If we didn't do this, we would need to transfrom
`EncodedLinkSpec`s into a `LinkSpec::Unrecognized`, which is not
semantically right. What's more, every user of this API wants to
consume encoded link specifiers, so encoding them early saves a
little effort.
The old code parsed and encoded a signature and a mac... but there
was no way to actually set them properly. Now EstablishIntro is
built around an EstablishIntroBody, and has the ability to check
signatures and macs.
Because there is no way to handle one of these messages if we can't
check the signature, we no longer accept unrecognized `auth_key` types
in this message.
I've added a test to make sure that we can validate a message from the
C tor implementation, and a test to make sure we can validate our
own cells. I also had to modify the previous tests so that their
keys were well-formed.
We'll use this to router relay messages on a circuit to the
appropriate stream, and hand them to that stream, without parsing
the message until the stream has been determined.
We now manipulate raw relay cell bodies as (an alias for)
`Box<[u8;509]>` rather than as (an alias for) `[u8;509]`. This
enables us to do much less copying. It will become more important
soon, as we defer parsing relay cell bodies even longer.
Related to #7.
We also use SliceWriter to avoid allocating a Vec<> for every relay
message we want to encode, and instead encode directly into the
cell.
Several HS message types have an extension list type. They all use
the same framing for extensions, but each of them has separate
extension types and separate extension namespaces.
This commit simplifies establish_intro a little, and adds support
for maintaining unrecognized extension types--at the expense of some
new internal code.
Some of the HS message types have a lot of dependent types, like
extensions and options for those extensions, and so on. Except when
those extensions are portable across cell types, it makes sense
to put them in their own modules.
Actually, to avoid making a breaking change, I'm deprecating
BadMessage and creating a new InvalidMessage variant that takes a
Cow. This way I don't need to track every crate that re-exposes
tor_bytes::Error and call this a breaking change in those.
Making this change will allow tor_bytes errors to be much more
helpful.
This change lets us use ChannelCodec to encode and decode any
restricted channel message type we want. (Later on, we'll turn the
related Codec class in tor-proto into a more type-restricted version
of this.)
This warning kind of snuck up on us! (See #748) For now, let's
disable it. (I've cleaned it up in a couple of examples, since
those are meant to be more idiomatic and user-facing.)
Closes#748.
This commit renames the for_client and for_relay functions to
from_client and from_relay respectively, in order to indicate their
origin, as the term "for" is more likely to indicate a destination,
which is not true in that situation.
After changes to the prop339, the domain name in an Address can only be
255 bytes max and can NOT contain nul byte(s).
Unit tests had to be modified to accept this change:
- Centralise msg_ip_address
- Add currently-passing tests for address length
- Test counted address length longer than type wants
Related to #463
Signed-off-by: David Goulet <dgoulet@torproject.org>
This only affects uses of thread_rng(), and affects them all more or
less indiscriminately. One test does not work with
ARTI_TEST_PRNG=deterministic; the next commit will fix it.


» **About this exercise**: A complete answer lists every line of the material where the string "superscript" occurs.
Top of Supplied information
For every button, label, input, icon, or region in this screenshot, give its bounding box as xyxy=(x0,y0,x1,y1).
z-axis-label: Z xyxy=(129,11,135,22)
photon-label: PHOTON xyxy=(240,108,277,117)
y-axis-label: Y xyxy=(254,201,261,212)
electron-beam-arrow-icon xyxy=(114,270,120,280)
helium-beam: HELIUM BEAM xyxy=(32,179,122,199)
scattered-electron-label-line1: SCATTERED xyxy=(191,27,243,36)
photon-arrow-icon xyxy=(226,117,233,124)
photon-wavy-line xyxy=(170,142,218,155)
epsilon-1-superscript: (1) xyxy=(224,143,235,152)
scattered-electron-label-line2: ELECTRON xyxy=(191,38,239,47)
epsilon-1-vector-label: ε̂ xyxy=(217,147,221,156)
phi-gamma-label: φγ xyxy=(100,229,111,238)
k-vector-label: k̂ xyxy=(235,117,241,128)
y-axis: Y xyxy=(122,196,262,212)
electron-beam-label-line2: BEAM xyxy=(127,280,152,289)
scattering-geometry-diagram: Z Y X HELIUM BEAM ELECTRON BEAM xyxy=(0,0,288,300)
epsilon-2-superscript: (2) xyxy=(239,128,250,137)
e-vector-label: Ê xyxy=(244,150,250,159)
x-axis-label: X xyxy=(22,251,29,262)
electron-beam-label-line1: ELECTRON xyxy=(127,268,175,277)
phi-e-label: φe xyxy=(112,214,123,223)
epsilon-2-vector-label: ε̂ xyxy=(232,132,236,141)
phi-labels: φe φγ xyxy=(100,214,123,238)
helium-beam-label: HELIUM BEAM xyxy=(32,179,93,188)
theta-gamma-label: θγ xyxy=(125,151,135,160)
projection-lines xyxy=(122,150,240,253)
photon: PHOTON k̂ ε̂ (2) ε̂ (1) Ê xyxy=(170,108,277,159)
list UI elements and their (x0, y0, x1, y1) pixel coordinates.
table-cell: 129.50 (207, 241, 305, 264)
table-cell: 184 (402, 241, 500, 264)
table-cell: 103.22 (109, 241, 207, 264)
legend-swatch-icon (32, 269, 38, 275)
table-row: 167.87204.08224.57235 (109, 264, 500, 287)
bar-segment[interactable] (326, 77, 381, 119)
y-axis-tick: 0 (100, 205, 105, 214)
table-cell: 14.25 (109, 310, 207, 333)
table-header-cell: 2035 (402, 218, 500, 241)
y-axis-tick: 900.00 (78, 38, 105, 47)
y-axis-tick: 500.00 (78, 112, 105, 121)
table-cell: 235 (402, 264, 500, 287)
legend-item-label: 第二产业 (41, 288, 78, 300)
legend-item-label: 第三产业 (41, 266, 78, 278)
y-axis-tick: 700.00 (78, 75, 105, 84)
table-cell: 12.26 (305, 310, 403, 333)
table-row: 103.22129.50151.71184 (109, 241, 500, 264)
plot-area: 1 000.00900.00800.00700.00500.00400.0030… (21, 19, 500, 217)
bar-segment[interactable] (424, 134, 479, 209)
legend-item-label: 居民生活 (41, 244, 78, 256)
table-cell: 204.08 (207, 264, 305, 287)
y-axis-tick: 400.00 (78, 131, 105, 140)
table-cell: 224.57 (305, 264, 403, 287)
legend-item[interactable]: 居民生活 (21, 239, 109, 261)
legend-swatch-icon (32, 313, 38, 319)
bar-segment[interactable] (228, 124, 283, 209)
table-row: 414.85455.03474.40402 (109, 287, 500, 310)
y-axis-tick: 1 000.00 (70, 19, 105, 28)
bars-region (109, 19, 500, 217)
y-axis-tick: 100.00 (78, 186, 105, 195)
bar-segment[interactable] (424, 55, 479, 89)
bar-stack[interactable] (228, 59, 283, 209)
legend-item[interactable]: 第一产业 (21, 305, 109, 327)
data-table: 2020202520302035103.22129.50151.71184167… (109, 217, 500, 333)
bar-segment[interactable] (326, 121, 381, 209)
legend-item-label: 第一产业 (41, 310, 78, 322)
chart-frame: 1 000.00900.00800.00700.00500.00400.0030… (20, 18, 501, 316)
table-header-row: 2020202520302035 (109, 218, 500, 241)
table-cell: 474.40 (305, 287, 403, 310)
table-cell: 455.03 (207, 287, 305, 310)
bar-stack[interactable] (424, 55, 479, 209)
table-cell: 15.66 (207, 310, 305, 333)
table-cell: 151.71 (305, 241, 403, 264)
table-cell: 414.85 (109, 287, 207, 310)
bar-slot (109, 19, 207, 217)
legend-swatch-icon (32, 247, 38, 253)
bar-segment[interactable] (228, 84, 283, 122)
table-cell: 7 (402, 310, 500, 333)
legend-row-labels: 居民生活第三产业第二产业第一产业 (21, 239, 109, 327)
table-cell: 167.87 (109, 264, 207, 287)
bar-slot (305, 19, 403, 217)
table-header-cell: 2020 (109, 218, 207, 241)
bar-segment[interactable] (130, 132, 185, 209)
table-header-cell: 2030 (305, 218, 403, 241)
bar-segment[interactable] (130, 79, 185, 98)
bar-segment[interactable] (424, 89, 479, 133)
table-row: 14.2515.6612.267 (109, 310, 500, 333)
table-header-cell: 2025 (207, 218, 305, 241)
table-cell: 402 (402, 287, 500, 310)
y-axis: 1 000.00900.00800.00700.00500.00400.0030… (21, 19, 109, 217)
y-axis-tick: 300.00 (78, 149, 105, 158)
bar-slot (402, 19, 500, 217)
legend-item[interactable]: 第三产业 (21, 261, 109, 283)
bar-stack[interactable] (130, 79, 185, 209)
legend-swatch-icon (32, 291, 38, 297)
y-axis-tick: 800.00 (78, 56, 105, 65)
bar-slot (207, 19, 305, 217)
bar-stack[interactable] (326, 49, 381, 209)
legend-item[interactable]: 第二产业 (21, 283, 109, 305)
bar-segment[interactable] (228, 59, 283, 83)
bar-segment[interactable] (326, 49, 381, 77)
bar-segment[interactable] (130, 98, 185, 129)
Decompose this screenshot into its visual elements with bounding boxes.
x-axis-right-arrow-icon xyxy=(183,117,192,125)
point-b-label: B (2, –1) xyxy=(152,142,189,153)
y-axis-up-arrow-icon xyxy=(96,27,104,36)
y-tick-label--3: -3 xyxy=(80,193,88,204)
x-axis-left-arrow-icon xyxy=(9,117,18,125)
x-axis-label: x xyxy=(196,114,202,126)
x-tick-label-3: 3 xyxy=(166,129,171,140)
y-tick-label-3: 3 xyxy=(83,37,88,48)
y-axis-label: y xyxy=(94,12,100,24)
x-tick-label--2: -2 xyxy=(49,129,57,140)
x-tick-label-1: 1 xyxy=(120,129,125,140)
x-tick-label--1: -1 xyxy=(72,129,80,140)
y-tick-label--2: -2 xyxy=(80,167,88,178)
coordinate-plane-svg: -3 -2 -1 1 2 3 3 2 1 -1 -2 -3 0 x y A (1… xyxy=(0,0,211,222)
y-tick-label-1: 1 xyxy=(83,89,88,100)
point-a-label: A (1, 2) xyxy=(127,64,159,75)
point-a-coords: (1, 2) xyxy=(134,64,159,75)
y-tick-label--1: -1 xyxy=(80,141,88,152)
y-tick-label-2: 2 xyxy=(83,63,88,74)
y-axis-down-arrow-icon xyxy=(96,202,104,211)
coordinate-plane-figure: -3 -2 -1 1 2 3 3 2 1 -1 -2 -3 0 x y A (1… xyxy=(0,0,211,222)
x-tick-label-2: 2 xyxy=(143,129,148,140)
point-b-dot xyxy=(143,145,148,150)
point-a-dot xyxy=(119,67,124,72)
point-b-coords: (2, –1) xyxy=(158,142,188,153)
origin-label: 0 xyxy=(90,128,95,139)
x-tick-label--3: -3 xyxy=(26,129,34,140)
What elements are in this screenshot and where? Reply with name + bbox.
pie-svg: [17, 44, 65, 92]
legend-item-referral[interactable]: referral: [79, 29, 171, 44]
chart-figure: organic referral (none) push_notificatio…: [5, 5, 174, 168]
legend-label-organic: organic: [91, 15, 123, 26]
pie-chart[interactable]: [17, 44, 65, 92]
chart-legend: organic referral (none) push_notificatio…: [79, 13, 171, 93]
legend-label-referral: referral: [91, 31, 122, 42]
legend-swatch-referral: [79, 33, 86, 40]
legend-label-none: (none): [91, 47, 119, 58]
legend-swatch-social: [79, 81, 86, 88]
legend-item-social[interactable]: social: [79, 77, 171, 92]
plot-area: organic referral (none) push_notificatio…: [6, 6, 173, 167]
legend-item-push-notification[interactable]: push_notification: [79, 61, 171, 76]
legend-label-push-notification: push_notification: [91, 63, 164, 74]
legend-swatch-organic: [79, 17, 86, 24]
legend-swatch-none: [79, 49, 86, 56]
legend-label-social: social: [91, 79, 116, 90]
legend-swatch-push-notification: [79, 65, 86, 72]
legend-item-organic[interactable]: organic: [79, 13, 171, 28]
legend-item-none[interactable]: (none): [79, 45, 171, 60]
Bottom of Supplied information
» **Solution for this task**:
epsilon-1-superscript: (1) xyxy=(224,143,235,152)
epsilon-2-superscript: (2) xyxy=(239,128,250,137)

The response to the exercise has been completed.